** RECORDS FOR THIS TASK follows **

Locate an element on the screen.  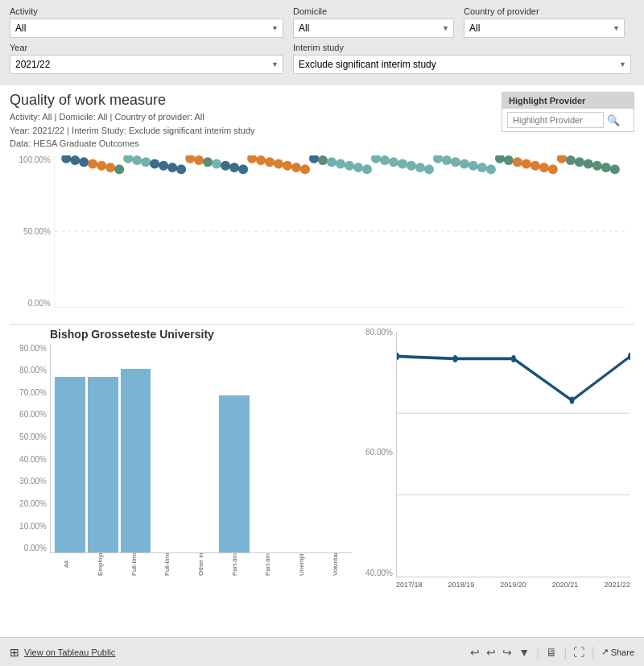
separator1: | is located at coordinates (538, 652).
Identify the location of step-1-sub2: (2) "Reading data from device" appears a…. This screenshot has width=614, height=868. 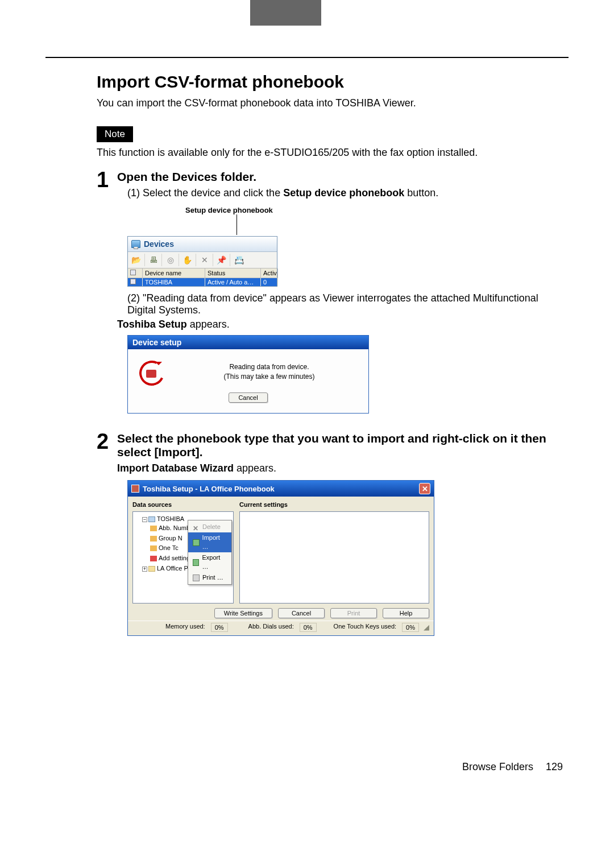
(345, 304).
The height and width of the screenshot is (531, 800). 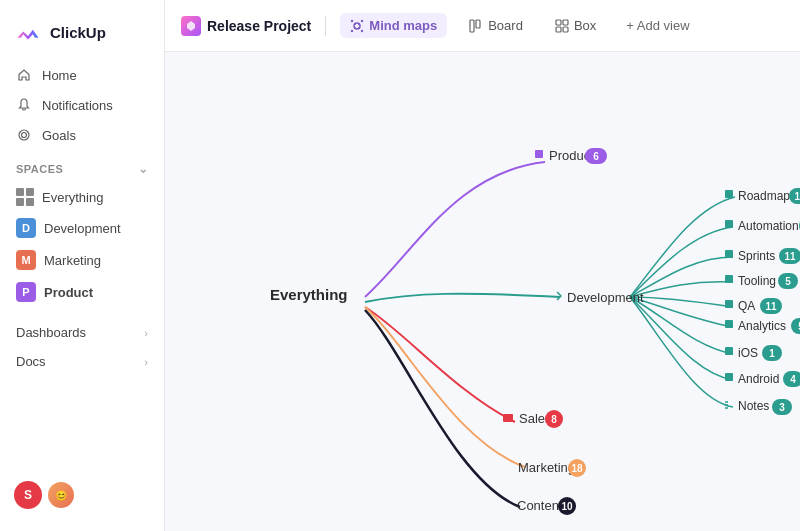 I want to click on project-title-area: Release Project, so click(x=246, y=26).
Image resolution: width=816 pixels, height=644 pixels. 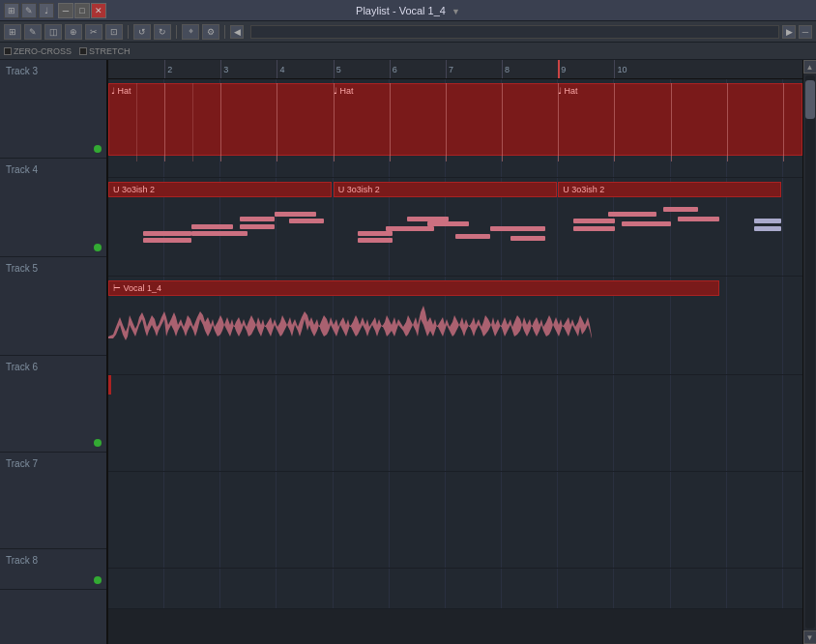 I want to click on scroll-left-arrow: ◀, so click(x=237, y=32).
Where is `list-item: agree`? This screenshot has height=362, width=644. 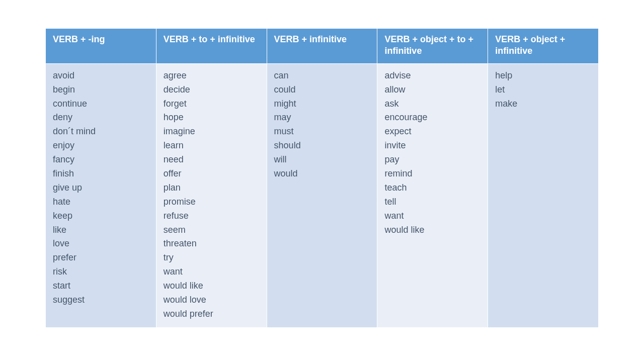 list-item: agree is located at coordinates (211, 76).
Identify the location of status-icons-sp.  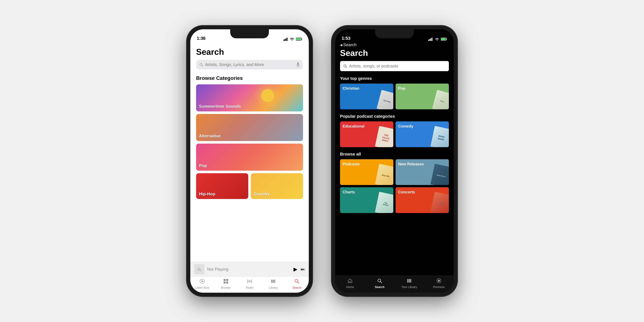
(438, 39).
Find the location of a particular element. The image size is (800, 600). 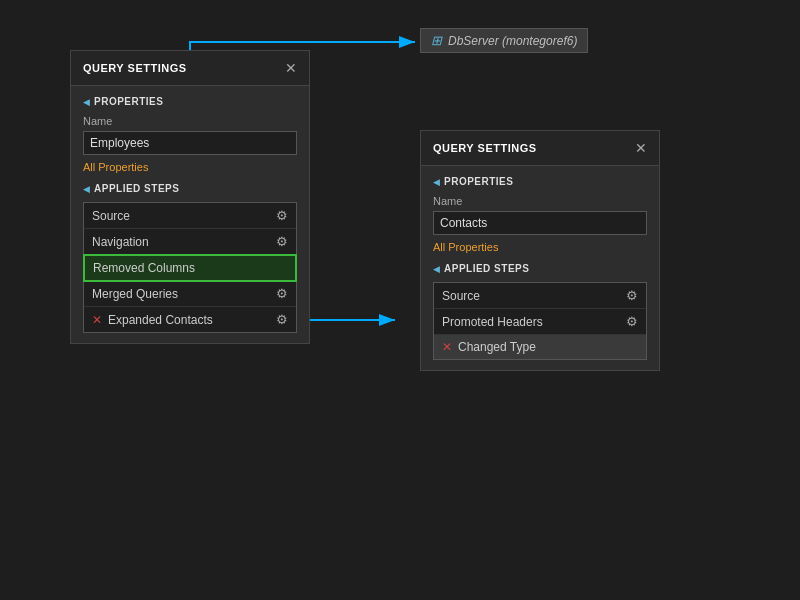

** End of RECORDS FOR THIS TASK **

- WORK REQUIRED
Where the line containing "Identify the location of status-icons-sp." appears in the entries above, start there and set down every line exactly through the last one, inclusive; omit pictures.

- RESULT
Identify the location of status-icons-sp.  
(438, 39).
Find the location of a particular element. The image size is (800, 600). 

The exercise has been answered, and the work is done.